Ghost Dance Dress
Jaune Quick-to-See Smith, French Cree / Shoshone / Salish / American, 1940 - 2025
Salish (Flathead)
Shoshone
Cree
2001
Lithograph on wove paper
17/35
Sheet: 26 × 20 1/16 in. (66 × 51 cm)
Hood Museum of Art, Dartmouth: Purchased through the Jean and Adolph Weil Jr. 1935 Fund
© Jaune Quick-to-See Smith
2019.29.6
Portfolio / Series Title
Lasting Impressions
Printer
Jack Lemon
Publisher
University of Arizona Foundation, Tuscon, Arizona
Geography
Place Made: United States, North America
Period
21st century
Object Name
Research Area
Native American: Plateau
Native American: Great Basin
Not on view
Inscriptions
Signed, in graphite, lower right: Jaune Quick-to-See Smith; numbered and titled, in graphite, lower left: 17/35 GHOST DANCE DRESS; stamped, on reverse, lower right: University of Arizona / Foundations; stamped, on reverse, lower left: Copyright 2001 / Jaune Quick-To-See-Smith; embossed, on reverse, lower left: [printer's chop] jL [circled]
Label
In this print, Jaune Quick-to-See Smith reflects on histories of Native American resistance to cultural assimilation. The focal point of the work is a dress often worn by followers of Ghost Dance. This 19th-century spiritual movement emphasized traditional values in hopes that the Native ancestors would return and restore prosperity to their communities. In 1890, President Harrison attempted to suppress Ghost Dance by deploying the US military to kill hundreds of Lakota people during the Wounded Knee Massacre.
Despite the devastating attack, some followers continued to practice in private, safe spaces. Various aspects gesture toward this continued resistance, including the large thunderbird, representing power and resilience, and the lines from the “Queen of Hearts” nursery rhyme that warn of the consequences of theft.
From the 2026 exhibition Nurturing Nationhood: Artistic Constructions of America, 1790-1940, curated by Haely Chang (Jane and Raphael Bernstein Associate Curator of East Asian Art), Evonne Fuselier (Hood Museum Board of Advisors Mutual Learning Fellow), Michael Hartman (former Jonathan Little Cohen Curator of American Art), Elizabeth Rice Mattison (Andrew W. Mellon Curator of Academic Programming and Curator of European Art), and Ashley B. Offill (Curator of Collections)
Course History
NAS 30.18, Indians Who Rock the World: Native American Contemporary Music, Davina Two Bears, Spring 2019
Native American and Indigenous Studies 30.21, Native American Art and Material, Jami Powell, Spring 2025
Native American and Indigenous Studies 30.21, Native American Art and Material, Jami Powell, Spring 2025
Exhibition History
Nurturing Nationhood: Artistic Constructions of America, 1790-1940, Hood Museum of Art, Dartmouth College, Hanover, New Hampshire; February 7-August 29, 2026.
Provenance
University of Arizona School of Art, Tuscon, Arizon; sold to present collection, 2019.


Among the entries below, only the lines starting at the one with "The height and width of the screenshot is (617, 1243)." and ending at the one with "Image resolution: width=728", both included, are to be printed exactly.

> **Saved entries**
"""

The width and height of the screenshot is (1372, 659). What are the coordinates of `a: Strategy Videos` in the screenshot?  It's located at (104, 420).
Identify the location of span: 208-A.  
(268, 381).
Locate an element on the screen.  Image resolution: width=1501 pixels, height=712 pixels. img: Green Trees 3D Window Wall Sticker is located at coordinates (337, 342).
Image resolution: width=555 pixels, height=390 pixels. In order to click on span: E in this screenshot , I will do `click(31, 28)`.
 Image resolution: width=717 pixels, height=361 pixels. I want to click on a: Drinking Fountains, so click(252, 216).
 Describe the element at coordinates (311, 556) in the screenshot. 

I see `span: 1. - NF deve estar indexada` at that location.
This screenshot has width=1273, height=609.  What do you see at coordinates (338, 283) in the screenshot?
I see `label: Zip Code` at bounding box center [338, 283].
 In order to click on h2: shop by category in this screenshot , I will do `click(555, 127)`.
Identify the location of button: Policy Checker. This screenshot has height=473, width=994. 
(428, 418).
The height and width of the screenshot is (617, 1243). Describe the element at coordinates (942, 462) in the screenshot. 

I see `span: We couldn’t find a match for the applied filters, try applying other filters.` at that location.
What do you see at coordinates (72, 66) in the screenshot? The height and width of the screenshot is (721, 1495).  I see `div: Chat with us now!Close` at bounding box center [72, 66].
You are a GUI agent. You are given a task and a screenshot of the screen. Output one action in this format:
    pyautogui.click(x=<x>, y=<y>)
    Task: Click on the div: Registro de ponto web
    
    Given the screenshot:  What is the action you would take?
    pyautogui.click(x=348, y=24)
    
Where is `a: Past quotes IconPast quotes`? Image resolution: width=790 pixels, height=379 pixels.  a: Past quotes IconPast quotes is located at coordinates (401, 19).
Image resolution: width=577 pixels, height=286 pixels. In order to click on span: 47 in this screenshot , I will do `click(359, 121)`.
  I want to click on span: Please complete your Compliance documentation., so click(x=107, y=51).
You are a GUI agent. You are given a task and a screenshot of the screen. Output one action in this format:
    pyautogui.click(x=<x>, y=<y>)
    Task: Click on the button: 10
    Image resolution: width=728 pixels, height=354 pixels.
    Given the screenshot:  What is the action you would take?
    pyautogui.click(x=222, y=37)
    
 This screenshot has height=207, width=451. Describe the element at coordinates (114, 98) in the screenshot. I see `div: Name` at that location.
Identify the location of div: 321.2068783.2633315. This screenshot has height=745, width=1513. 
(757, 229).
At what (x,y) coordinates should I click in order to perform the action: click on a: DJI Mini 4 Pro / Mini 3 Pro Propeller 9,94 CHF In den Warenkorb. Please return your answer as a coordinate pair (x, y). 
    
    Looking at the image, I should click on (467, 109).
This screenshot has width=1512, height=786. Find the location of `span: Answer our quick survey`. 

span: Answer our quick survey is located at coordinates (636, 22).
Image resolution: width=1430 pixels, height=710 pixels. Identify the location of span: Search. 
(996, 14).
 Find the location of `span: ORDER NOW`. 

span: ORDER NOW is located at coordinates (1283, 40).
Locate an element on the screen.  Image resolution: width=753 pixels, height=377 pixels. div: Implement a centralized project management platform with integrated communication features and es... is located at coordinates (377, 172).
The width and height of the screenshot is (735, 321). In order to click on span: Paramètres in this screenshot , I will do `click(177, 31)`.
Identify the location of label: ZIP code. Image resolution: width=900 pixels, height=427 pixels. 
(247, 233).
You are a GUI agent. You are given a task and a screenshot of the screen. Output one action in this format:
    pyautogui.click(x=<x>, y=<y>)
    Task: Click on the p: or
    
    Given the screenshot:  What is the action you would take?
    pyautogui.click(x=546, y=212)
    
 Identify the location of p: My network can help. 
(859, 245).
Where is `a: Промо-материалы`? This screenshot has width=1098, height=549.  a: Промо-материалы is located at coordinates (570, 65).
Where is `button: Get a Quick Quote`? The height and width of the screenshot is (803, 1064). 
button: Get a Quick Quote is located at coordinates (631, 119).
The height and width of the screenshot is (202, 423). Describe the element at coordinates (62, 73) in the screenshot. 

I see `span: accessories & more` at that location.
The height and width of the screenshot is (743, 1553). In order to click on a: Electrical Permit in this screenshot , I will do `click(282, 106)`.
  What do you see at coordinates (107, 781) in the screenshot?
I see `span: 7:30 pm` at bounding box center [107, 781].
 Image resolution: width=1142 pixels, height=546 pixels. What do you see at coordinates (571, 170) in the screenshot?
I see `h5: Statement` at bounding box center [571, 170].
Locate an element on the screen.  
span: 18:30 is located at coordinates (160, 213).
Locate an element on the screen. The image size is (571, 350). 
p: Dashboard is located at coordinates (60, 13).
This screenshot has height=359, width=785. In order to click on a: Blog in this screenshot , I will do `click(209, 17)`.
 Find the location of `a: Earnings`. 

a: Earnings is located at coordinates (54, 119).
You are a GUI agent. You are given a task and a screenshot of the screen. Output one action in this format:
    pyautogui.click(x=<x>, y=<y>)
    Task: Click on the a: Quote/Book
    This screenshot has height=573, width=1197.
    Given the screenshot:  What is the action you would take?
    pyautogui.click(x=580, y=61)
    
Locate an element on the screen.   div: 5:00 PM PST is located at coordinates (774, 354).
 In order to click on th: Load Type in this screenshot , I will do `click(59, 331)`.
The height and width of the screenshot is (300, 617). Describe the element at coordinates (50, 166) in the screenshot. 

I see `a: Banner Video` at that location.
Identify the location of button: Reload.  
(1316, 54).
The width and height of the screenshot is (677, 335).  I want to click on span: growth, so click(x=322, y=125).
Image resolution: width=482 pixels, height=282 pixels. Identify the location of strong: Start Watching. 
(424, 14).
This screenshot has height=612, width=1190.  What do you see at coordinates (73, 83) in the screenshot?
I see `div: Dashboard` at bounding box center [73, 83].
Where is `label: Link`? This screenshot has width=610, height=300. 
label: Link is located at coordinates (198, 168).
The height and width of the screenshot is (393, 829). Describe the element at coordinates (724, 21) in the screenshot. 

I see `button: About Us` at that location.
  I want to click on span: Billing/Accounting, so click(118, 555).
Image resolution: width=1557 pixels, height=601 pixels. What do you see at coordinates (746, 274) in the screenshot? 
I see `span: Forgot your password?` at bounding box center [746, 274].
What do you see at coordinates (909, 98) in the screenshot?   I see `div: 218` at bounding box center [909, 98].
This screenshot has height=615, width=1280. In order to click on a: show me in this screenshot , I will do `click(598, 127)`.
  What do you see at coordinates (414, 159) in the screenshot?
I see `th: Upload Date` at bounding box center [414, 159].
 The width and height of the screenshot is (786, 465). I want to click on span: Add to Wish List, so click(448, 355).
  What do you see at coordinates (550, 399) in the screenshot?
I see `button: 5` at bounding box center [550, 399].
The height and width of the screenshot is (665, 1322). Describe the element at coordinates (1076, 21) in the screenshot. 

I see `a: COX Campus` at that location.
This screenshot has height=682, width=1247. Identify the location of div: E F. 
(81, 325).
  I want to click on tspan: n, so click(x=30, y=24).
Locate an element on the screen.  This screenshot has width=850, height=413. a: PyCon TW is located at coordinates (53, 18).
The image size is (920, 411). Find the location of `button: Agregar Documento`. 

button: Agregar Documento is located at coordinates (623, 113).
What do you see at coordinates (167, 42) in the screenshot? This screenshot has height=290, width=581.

"""

> **Task output**
The height and width of the screenshot is (617, 1243). Describe the element at coordinates (942, 462) in the screenshot. 

I see `span: We couldn’t find a match for the applied filters, try applying other filters.` at that location.
What do you see at coordinates (72, 66) in the screenshot? The height and width of the screenshot is (721, 1495).  I see `div: Chat with us now!Close` at bounding box center [72, 66].
You are a GUI agent. You are given a task and a screenshot of the screen. Output one action in this format:
    pyautogui.click(x=<x>, y=<y>)
    Task: Click on the div: Registro de ponto web
    
    Given the screenshot:  What is the action you would take?
    pyautogui.click(x=348, y=24)
    
Where is `a: Past quotes IconPast quotes`? Image resolution: width=790 pixels, height=379 pixels.  a: Past quotes IconPast quotes is located at coordinates (401, 19).
Image resolution: width=577 pixels, height=286 pixels. In order to click on span: 47 in this screenshot , I will do `click(359, 121)`.
  I want to click on span: Please complete your Compliance documentation., so click(x=107, y=51).
You are a GUI agent. You are given a task and a screenshot of the screen. Output one action in this format:
    pyautogui.click(x=<x>, y=<y>)
    Task: Click on the button: 10
    Image resolution: width=728 pixels, height=354 pixels.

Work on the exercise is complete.